Читать книгу Surgical Management of Advanced Pelvic Cancer - Группа авторов - Страница 48
Chemotherapy and Compliance
ОглавлениеChemotherapy for LARC has traditionally been fluoropyrimidine‐based. In the postoperative (adjuvant) setting, oxaliplatin improves progression‐free and disease‐free survival in colonic cancer [7]. The role of oxaliplatin in neoadjuvant treatment has been debated. Apart from the German CAO/ARO/AIO‐04 trial [45], several trials and meta‐analyses have failed to demonstrate a survival advantage with oxaliplatin added to radiosensitizing fluoropyrimidine nCRT [46–50].Furthermore, oxaliplatin was associated with significant toxicity including neurotoxicity and increased risk of infection. For TNT, the optimum regimen is unknown (e.g. capecitabine alone, CAPOX, or FOLFOX). Toxicity of treatment regimens is a concern, and poor compliance could be a major challenge if patients do not complete the intended dose‐intensity. Encouragingly, several trials evaluating induction and/or consolidation chemotherapy reported favorable compliance rates of over 90% with toxicity profiles comparable to those of standard nCRT [36, 51, 52]. In the Spanish GCR‐3 study, 91% of patients completed the study protocol in the induction chemotherapy arm compared with 54% in the nCRT/adjuvant chemotherapy arm (p <0.001) [53]. Garcia‐Aguilar et al. reported compliance rates of 77–82% depending on the number of cycles of mFOLFOX given [25]. The two most recent phase 3 TNT trials (RAPIDO and PRODIGE 23) clearly demonstrate that it is safe and efficacious to incorporate oxaliplatin into neoadjuvant chemotherapy regimens. Neither trial included oxaliplatin during radiotherapy.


**Problem to work on**: Report each line from the listing that the string "Genes" appears in.
Supplied records START
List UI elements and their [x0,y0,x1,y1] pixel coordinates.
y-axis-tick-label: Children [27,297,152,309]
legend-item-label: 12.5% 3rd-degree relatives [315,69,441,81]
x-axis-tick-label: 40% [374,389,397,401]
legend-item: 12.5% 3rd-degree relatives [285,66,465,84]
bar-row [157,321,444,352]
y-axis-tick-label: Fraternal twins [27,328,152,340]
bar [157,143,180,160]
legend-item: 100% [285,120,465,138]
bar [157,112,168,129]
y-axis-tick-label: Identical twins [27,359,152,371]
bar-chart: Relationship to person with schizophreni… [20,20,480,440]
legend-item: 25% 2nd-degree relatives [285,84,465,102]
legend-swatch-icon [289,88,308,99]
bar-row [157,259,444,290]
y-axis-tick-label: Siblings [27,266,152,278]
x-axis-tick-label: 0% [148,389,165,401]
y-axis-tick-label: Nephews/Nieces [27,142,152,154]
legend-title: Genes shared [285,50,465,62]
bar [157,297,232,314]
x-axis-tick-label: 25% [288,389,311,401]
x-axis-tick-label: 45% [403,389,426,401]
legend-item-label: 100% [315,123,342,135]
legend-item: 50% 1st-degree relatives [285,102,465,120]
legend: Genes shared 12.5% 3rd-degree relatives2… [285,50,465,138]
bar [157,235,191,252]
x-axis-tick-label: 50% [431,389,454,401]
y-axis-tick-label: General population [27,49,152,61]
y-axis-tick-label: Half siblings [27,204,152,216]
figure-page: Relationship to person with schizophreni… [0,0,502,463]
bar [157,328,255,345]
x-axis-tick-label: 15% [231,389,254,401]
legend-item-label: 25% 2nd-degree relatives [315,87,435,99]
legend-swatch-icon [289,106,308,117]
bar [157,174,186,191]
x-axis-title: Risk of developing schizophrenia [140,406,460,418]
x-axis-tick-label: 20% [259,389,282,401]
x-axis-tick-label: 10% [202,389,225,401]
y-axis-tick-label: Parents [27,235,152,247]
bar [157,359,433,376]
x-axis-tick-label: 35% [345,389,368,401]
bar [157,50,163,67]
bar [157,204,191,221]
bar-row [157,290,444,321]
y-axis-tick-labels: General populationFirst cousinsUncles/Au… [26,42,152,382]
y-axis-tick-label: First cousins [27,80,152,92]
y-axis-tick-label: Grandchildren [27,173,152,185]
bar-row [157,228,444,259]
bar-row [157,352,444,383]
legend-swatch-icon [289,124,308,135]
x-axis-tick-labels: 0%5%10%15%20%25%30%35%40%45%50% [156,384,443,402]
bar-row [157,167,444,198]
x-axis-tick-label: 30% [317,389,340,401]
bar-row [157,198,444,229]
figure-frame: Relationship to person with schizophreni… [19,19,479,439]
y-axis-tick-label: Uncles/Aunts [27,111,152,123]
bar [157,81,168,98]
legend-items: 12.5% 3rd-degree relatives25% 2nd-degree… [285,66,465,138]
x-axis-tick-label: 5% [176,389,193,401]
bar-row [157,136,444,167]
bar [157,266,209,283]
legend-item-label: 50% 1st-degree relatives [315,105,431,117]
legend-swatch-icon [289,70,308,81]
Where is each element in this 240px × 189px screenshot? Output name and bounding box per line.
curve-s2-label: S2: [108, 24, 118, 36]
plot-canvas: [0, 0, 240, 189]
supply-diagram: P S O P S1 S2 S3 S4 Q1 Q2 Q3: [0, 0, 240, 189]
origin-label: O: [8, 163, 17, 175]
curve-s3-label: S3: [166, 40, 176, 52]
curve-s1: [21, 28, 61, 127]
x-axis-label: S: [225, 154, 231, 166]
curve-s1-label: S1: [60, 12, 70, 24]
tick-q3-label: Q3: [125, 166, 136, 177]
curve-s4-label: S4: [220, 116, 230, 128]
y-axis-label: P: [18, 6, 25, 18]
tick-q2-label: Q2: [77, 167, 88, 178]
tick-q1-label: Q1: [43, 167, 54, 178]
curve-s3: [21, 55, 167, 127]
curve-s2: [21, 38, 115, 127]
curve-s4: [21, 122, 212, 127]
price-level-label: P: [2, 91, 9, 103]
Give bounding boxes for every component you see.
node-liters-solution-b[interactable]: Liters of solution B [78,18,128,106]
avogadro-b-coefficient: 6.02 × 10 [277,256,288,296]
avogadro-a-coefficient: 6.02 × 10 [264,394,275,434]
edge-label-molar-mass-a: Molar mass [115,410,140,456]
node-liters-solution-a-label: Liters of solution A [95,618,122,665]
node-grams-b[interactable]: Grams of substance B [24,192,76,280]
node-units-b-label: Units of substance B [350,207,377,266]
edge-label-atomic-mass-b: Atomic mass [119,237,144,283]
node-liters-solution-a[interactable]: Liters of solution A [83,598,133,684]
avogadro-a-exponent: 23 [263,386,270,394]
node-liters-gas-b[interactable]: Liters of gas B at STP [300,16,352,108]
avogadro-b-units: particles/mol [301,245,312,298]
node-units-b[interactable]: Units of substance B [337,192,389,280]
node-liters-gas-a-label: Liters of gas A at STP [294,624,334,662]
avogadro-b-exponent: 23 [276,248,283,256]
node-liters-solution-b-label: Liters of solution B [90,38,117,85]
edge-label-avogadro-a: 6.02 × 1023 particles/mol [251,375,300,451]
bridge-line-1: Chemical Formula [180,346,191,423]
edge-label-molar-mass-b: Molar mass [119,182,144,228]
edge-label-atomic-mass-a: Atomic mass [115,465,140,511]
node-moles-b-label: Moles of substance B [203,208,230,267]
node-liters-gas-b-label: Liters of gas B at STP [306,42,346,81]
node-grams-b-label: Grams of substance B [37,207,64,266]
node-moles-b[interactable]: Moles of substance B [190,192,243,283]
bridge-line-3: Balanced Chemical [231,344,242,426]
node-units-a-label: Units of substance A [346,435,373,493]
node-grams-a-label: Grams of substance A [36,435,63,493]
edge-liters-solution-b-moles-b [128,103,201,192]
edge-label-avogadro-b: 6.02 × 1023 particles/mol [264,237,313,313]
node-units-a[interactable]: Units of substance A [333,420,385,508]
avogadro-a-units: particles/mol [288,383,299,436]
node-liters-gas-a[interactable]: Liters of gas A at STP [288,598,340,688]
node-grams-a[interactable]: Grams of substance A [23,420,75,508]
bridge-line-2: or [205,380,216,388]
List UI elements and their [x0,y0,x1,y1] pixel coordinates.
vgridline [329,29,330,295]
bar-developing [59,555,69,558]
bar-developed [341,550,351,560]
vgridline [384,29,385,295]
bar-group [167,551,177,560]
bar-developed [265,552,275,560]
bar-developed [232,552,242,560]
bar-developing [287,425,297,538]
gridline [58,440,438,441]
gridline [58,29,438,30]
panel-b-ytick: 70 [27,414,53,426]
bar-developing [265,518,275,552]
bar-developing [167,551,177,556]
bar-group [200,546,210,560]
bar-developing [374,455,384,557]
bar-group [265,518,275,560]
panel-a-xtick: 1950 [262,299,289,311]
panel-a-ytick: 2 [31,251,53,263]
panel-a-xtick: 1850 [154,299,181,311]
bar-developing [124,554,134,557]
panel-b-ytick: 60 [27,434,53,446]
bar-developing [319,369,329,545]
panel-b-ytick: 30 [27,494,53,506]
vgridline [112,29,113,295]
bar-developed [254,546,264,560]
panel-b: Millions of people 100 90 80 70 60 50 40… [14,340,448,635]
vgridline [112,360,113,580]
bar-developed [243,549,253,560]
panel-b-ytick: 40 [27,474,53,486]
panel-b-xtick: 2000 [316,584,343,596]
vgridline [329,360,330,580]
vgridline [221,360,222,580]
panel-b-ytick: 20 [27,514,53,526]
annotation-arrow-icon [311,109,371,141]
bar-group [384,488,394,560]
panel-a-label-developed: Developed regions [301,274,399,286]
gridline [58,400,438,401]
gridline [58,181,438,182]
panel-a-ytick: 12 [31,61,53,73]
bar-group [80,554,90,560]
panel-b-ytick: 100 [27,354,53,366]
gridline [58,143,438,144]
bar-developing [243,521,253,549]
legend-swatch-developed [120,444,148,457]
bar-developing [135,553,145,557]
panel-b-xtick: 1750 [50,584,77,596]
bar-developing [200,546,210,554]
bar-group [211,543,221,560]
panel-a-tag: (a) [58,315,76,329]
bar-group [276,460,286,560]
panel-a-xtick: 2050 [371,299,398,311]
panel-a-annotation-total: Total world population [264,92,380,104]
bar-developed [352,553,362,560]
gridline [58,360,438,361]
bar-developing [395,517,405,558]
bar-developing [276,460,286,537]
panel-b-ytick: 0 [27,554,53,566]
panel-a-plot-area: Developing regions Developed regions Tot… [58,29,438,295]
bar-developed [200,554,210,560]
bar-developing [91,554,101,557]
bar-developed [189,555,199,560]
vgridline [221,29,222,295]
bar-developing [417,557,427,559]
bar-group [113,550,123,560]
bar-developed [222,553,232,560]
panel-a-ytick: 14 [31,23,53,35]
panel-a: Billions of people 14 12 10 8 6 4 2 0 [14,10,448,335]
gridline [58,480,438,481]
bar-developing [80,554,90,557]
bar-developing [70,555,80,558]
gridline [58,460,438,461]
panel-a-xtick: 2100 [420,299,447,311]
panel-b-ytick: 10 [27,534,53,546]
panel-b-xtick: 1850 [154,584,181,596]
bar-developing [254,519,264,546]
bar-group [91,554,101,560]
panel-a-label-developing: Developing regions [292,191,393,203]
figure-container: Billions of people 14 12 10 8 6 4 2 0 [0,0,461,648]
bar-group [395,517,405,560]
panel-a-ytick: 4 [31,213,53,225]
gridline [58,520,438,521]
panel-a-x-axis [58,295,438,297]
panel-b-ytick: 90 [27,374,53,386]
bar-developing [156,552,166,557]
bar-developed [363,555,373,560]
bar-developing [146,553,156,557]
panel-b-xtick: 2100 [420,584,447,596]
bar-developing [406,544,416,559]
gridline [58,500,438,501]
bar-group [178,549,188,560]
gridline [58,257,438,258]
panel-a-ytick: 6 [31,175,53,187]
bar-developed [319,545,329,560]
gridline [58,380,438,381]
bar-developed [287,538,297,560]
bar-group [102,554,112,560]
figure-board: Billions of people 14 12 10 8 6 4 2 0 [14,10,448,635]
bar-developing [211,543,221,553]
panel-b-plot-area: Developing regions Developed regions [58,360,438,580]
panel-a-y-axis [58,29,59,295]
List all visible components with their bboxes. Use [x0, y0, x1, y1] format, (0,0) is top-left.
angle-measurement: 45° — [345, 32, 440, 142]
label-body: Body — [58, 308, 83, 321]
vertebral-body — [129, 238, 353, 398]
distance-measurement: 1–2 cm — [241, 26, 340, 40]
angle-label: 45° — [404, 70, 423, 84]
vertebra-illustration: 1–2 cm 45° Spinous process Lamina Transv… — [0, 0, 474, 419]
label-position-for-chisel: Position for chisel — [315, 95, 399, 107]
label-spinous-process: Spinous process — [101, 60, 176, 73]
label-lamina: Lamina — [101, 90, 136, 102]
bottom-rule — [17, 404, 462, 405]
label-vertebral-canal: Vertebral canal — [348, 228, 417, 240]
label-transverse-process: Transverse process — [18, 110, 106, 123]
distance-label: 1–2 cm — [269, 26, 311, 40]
Supplied records END
**Solution to this task**:
legend-title: Genes shared [285,50,465,62]
legend: Genes shared 12.5% 3rd-degree relatives2… [285,50,465,138]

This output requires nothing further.